Think “Prisoner’s Dilema”. Both sides benefit by “working together” to keep things safe but if one side decides to be crazy while the other is safe they bulldoze over their safe opponent. And if neither side decides to be safe, M.A.D. starts popping up way more than any sane individual would prefer.
In the case where lethality is high and life expectancy is comparatively low, “shoot first and ask questions later” is actually the preferred tactic. You never retreat because that would be giving ground, basically giving up the ability to make shots at your opponent while allowing your opponent free reign to act and strike at their leisure without even having to take a shot to earn that opening. Think about it like a game of chess: if both sides trade and loose one of the same piece from the board than which side wins? Generally the side with more peaces left wins, unless the favorable board position by the side with less numbers overcomes that inequality. At the very least the trade forces both sides into a formulaic action that prevents other actions in the moment. But if one side backs off rather than making a trade then the other side gains ground and forces the first side into loosing a move.
The major offshoot of this, however, is that this is never restricted to only the military and law enforcement sectors. Nowhere is safe when protecting safety is a weakness that the opponent can exploit. Large gathering places like malls and sports arenas regularly become targets as the additional people, at the very least, serve as meat-shields or decoys for the less scrupulous. When “life is cheep” the more outlandish and less conservative often come out on top due to how probability works when odds of the “good outcome” are low. Explained simply conservative choices tend to narrow the range of possibilities, but when average is bad that means less opportunities to “win”; but the more inconsistent a choice is in terms of outcome the more likely for an unlikely “win” to come up when otherwise that might be impossible.

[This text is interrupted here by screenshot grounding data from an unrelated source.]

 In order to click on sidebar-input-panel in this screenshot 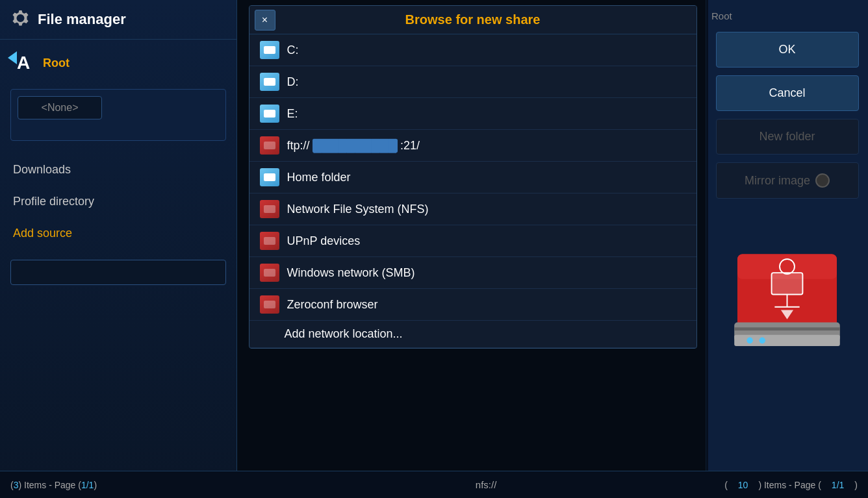, I will do `click(118, 273)`.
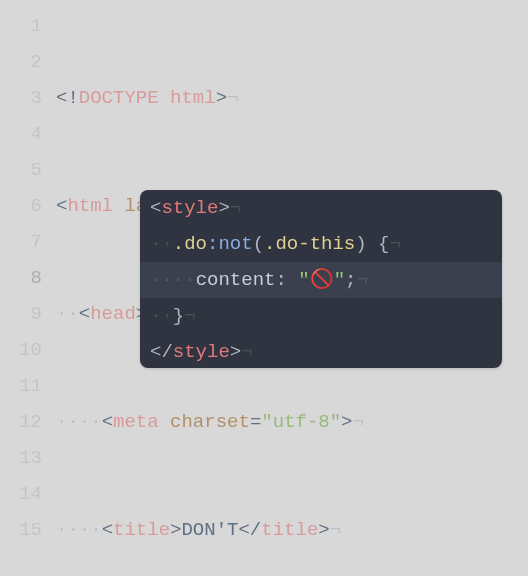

In terms of world building it makes for a setting with many more interesting characters putting themselves into more exciting scenarios (which explains why the post-apocalyptic, wild-west, untamed lands, etc. settings are so popular) but it comes at the cost of distancing the setting from our real world experience of reality. It also means that you need more characters to cycle through because characters or their close associates often die and you need your “red shirts” to ensure that the setting remains lethal without too often loosing the people that keep your audience attached to the show.
why does noone listen to the mage? i mean yeah he rambles on about stuff but…

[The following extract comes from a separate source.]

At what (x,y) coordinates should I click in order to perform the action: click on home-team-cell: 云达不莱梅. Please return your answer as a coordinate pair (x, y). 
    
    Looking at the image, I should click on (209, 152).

Rovak wonders the same thing all the time. I mean, just because you occasionally blow some people up doesn’t mean everyone has to be so violent and jumpy. Sit down, relax, have some tea (or ice cream). Then kill each other, like civilized people.
Well, that seems to have been a sub-optimal choice of action. “Oh, crap” level infinite!
Kokato appears to be quite the heavy sleeper. Did F5, um, assist him in this?
I don’t think Rovak was seriously suggesting narcolepsy as the reason that he was sleeping, at least… π
panel 2: “this is actually a giant MISUNDERSTANDING.”